Sure, the film has its fair share of logical inconsistencies (ranging from the extent of Eli’s Daredevil superpowers to his impossibly small Braille Bible), but I think the film more than makes up for these nitpicks with a genuine passion for classic post-apocalyptic cinema. Several critics accused the film of being a knockoff of superior productions, but I’d argue that both Whitta and the Hughes knowingly crafted a loving pastiche of genre influences like Mad Max and A Boy and His Dog.

Lastly, it’s no surprise that the cast here absolutely kicks ass. Denzel plays the title role of a stoic badass perfectly (going so far as to train with Bruce Lee’s protégée in order to perform his own stunts) while Oldman effortlessly assumes a surprisingly subdued yet incredibly intimidating persona. Even Mila Kunis is remarkably charming here, though I wish the script had taken the time to develop these secondary characters a little further. And hey, did I mention that Tom Waits is in this?


AND WHAT MAKES IT HORROR ADJACENT?

Denzel’s very first interaction with another human being in this movie results in a gory fight scene culminating in a face-off against a masked brute wielding a chainsaw (which he presumably uses to butcher travelers before eating them), so I think it’s safe to say that this dog-eat-dog vision of America will likely appeal to horror fans.

From diseased cannibals to hyper-violent motorcycle gangs roaming the wasteland, there’s plenty of disturbing R-rated material here – which is even more impressive when you remember that this story revolves around the bible. And while there are a few too many references to sexual assault for my taste, even if it does make sense in-universe, the flick does a great job of immersing you in this post-nuclear nightmare.
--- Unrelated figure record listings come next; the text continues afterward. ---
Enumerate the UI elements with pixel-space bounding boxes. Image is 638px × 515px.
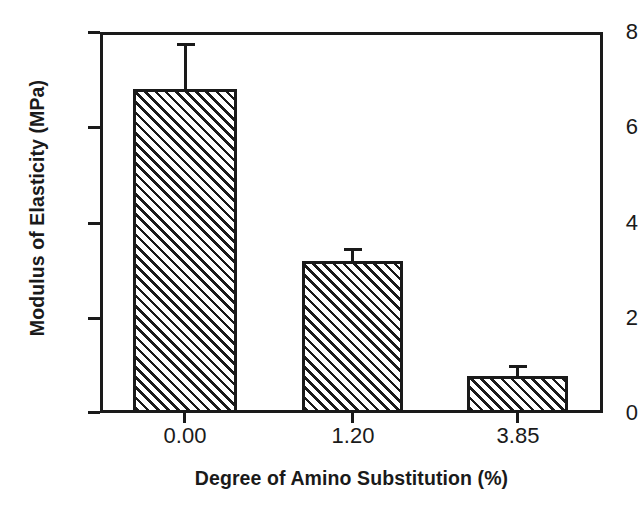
bar-2 <box>467 376 568 413</box>
y-tick-mark-6 <box>88 126 100 129</box>
y-tick-label-6: 6 <box>604 116 638 138</box>
error-bar-cap-2 <box>509 365 527 368</box>
error-bar-stem-1 <box>351 249 354 263</box>
x-axis-title: Degree of Amino Substitution (%) <box>100 467 603 490</box>
error-bar-stem-0 <box>184 44 187 91</box>
y-tick-mark-4 <box>88 222 100 225</box>
bar-chart-figure: Modulus of Elasticity (MPa) 8 6 4 2 0 0.… <box>0 0 638 515</box>
y-axis-title: Modulus of Elasticity (MPa) <box>17 8 57 408</box>
y-tick-mark-8 <box>88 31 100 34</box>
y-tick-label-8: 8 <box>604 21 638 43</box>
y-tick-mark-2 <box>88 317 100 320</box>
x-tick-label-2: 3.85 <box>458 425 578 447</box>
x-tick-label-0: 0.00 <box>125 425 245 447</box>
error-bar-cap-1 <box>344 248 362 251</box>
y-tick-label-4: 4 <box>604 212 638 234</box>
bar-1 <box>302 261 403 413</box>
y-tick-mark-0 <box>88 411 100 414</box>
x-tick-mark-2 <box>516 413 519 423</box>
y-tick-label-0: 0 <box>604 402 638 424</box>
x-tick-label-1: 1.20 <box>293 425 413 447</box>
bar-0 <box>133 89 237 413</box>
x-tick-mark-0 <box>183 413 186 423</box>
y-tick-label-2: 2 <box>604 307 638 329</box>
error-bar-cap-0 <box>177 43 195 46</box>
x-tick-mark-1 <box>351 413 354 423</box>
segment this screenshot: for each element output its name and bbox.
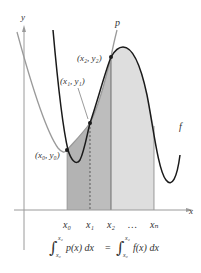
equals-sign: =	[105, 242, 111, 253]
x1-y1-leader-line	[78, 88, 88, 119]
curve-p-label: p	[114, 17, 120, 28]
shaded-area-x2-to-xn	[111, 47, 154, 210]
rhs-integrand: f(x) dx	[133, 242, 159, 254]
x-axis-label: x	[188, 206, 193, 216]
curve-f-label: f	[179, 121, 183, 132]
point-x1-y1-label: (x₁, y₁)	[60, 76, 85, 86]
tick-xn: xₙ	[149, 219, 159, 230]
lhs-lower-limit: x₀	[55, 252, 61, 258]
y-axis-label: y	[20, 12, 25, 22]
integral-formula: ∫ x₂ x₀ p(x) dx = ∫ x₂ x₀ f(x) dx	[49, 235, 159, 258]
rhs-lower-limit: x₀	[122, 252, 128, 258]
point-x2-y2	[109, 55, 113, 59]
point-x0-y0-label: (x₀, y₀)	[35, 150, 60, 160]
y-axis-arrow-icon	[22, 25, 26, 32]
rhs-upper-limit: x₂	[124, 235, 130, 241]
tick-x2: x₂	[106, 219, 115, 230]
tick-x1: x₁	[85, 219, 94, 230]
tick-x0: x₀	[62, 219, 71, 230]
lhs-integrand: p(x) dx	[65, 242, 95, 254]
lhs-upper-limit: x₂	[57, 235, 63, 241]
tick-ellipsis: …	[128, 219, 137, 230]
point-x2-y2-label: (x₂, y₂)	[77, 53, 102, 63]
point-x1-y1	[88, 121, 92, 125]
point-x0-y0	[65, 148, 69, 152]
diagram-figure: y x p f (x₂, y₂) (x₁, y₁) (x₀, y₀) x₀ x₁…	[0, 0, 201, 273]
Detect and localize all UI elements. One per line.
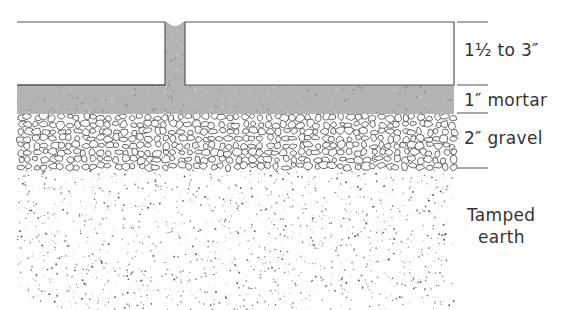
brick-right <box>185 22 454 85</box>
brick-thickness-label: 1½ to 3″ <box>464 40 539 60</box>
earth-label-line2: earth <box>478 227 525 247</box>
brick-left <box>17 22 165 85</box>
earth-label-line1: Tamped <box>467 205 535 225</box>
gravel-layer <box>16 112 458 172</box>
mortar-label: 1″ mortar <box>464 90 547 110</box>
gravel-label: 2″ gravel <box>464 128 543 148</box>
tamped-earth-layer <box>17 169 455 310</box>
The excessively depressing color palette and obvious green screen effects may take some viewers out of the experience, but the beat-up and lived-in sets and costume design do their best to bring this dead world to life – which might just be the scariest part of the experience.

Ultimately, I believe your enjoyment of The Book of Eli will largely depend on how willing you are to overlook some ham-fisted biblical references in order to enjoy some brutal post-apocalyptic shenanigans. And while I can’t really blame folks who’d rather not deal with that, I think it would be a shame to miss out on a genuinely engaging thrill-ride because of one minor detail.

With that in mind, I’m incredibly curious to see what Whitta and the Hughes Brothers have planned for the upcoming prequel series starring John Boyega


There’s no understating the importance of a balanced media diet, and since bloody and disgusting entertainment isn’t exclusive to the horror genre, we’ve come up with Horror Adjacent – a recurring column where we recommend non-horror movies that horror fans might enjoy.